You've probably made reference to this at some point, but it always fascinates me to contrast WKRP with Universal's flop 1978 radio station comedy FM. The Ezra Sacks screenplay clumsily misreads almost every humorous situation -- or comic possibilty -- inherent in the material, and the film's characters are mostly smug and self-satisfied; there's not much for the audience to root for, though Martin Mull has some bright moments. Part of the film's narrative problem is that FM's colorless radio station isn't struggling or even unsuccessful like the endearing WKRP, it's simply endangered for some arbitrary plot-driving reason. The movie shows the station's fans rallying to its support, but we don't much care. Since FM opened and flopped before WKRP actually premiered, I wonder what lessons Hugh Wilson might have drawn from its failure. [If this has already been discussed here, I apologize.]

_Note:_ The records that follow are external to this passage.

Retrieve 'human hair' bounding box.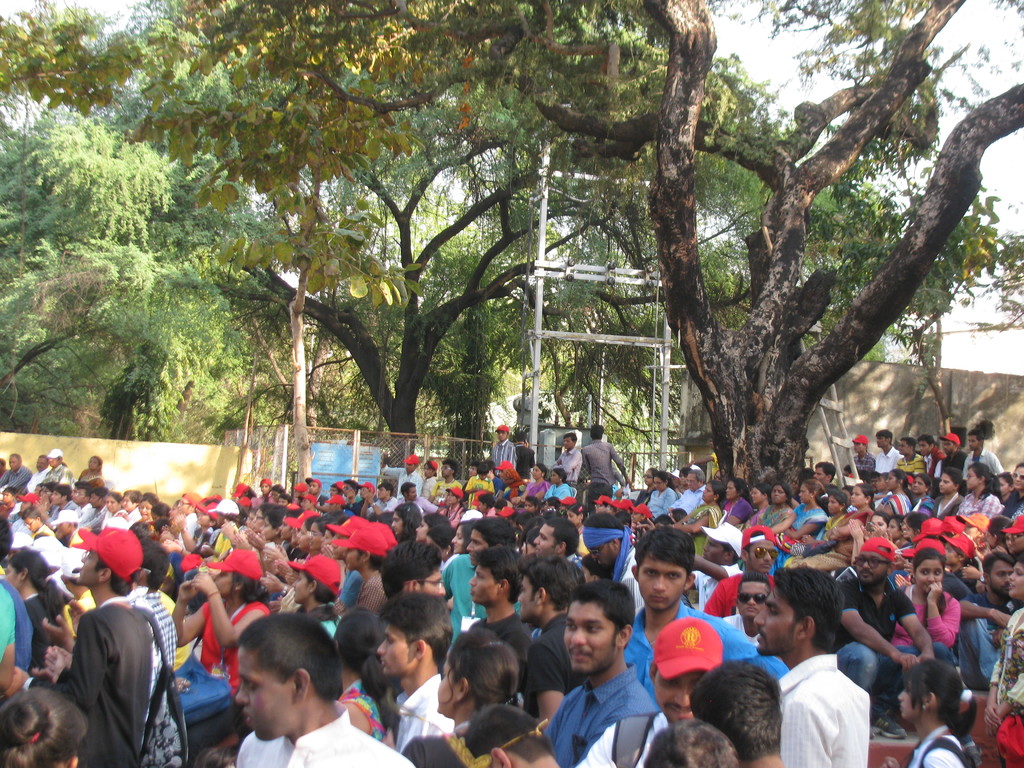
Bounding box: x1=515, y1=430, x2=527, y2=443.
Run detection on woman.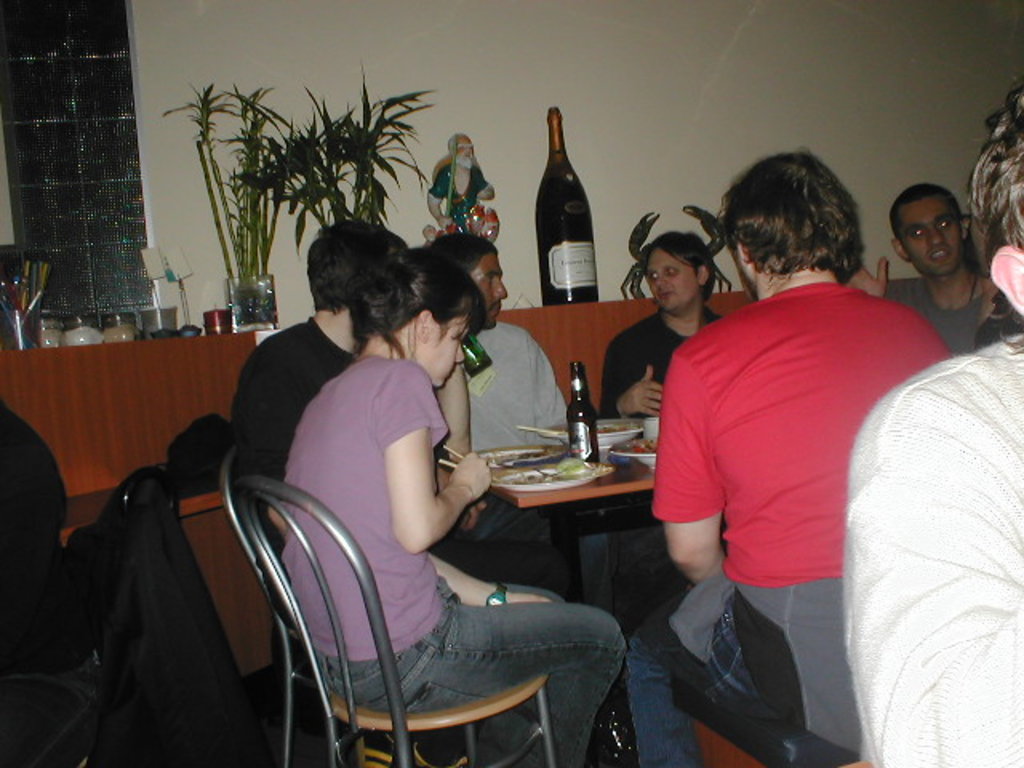
Result: locate(275, 245, 630, 766).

It would have been interesting to learn -- if the show had been renewed for another season -- just how much of a drain the unexpected "success" of the station might have on the Carlson empire; it might have become a running sub-plot.

J Lee said...

Actually, I think had the first draft script made it into the final season's filming schedule, it would have taken away a lot of the effect of the "reveal" Johnny comprehends when Mrs. Carlson tries to be cryptic about why she wants to change WKRP's format to all-news in the final episode, let alone the impact of her change of heart to prevent Johnny from telling the Big Guy that his mom set him up to be a failure.

The final epsiode doesn't spell out the profit/loss/tax write-off scenario as well as the scene with Mr. Carlson and the accountant would have, but not doing that allows you to go into the other scene as unaware as Johnny is on why the mother Carlson plans to make the chance.

Andy Rose said...

Very interesting... thanks for sharing that, Jaime. I had no idea there was ever a larger plan for that plot point.

David said...

I've always thought this episode was ironic in that AM radio's days as a home for stations playing popular music were numbered at the time that it aired, though of course no one knew that. Within a few years, the boom in FM radio had many AM stations abandoning music in favor of--guess what?--news and talk formats.

Steve said...

I actually worked in a Cincinnati radio station that was indeed a tax write-off, and yeah, if it made too much money, it created a problem. I remember the manager referring to us as "the real life WKRP." The tax laws were changed in the mid-80's so that companies couldn't shelter a station like that. The Big Revelation viewed today is quite dated.

Actually, switching format to all-talk in the early 80's was perfect timing. Mamma Carlson just stepping in her own bear trap. Now that would've been fun to see in teh next season.

Jaime J. Weinman said...

Griff: The WKRP pilot was written, and possibly produced, before FM came out, but CBS's decision to pick up the show was apparently (I've read) based on their belief that FM was going to be a hit, because the movie came out while the network was trying to decide whether to buy it. (It's rare for a network to have time to develop a show that is an intended copy of a current movie, but it's very common for them to pick up something that has a similar subject.) The movie flopped, but the show made it.

I don't know if there were any lessons specifically learned from the failure of FM, though it seems like the early emphasis on wacky behind-the-scenes radio stories (concert promotion, contests, listener protests) might have been influenced by the movie itself, and the turn to smaller stories might have been influenced by FM's failure, since it proved that wacky radio stories weren't as popular as character-based stories. But it's hard to know, chronologically, and of course Wilson would have tried to put a bunch of radio urban legends into the early episodes in any case.

Wilson's pitch to the network, that the show was about "The dungarees vs the suits" (which he then wrote into an episode) might have been a somewhat FM-influenced pitch, and it's something the show soon abandoned.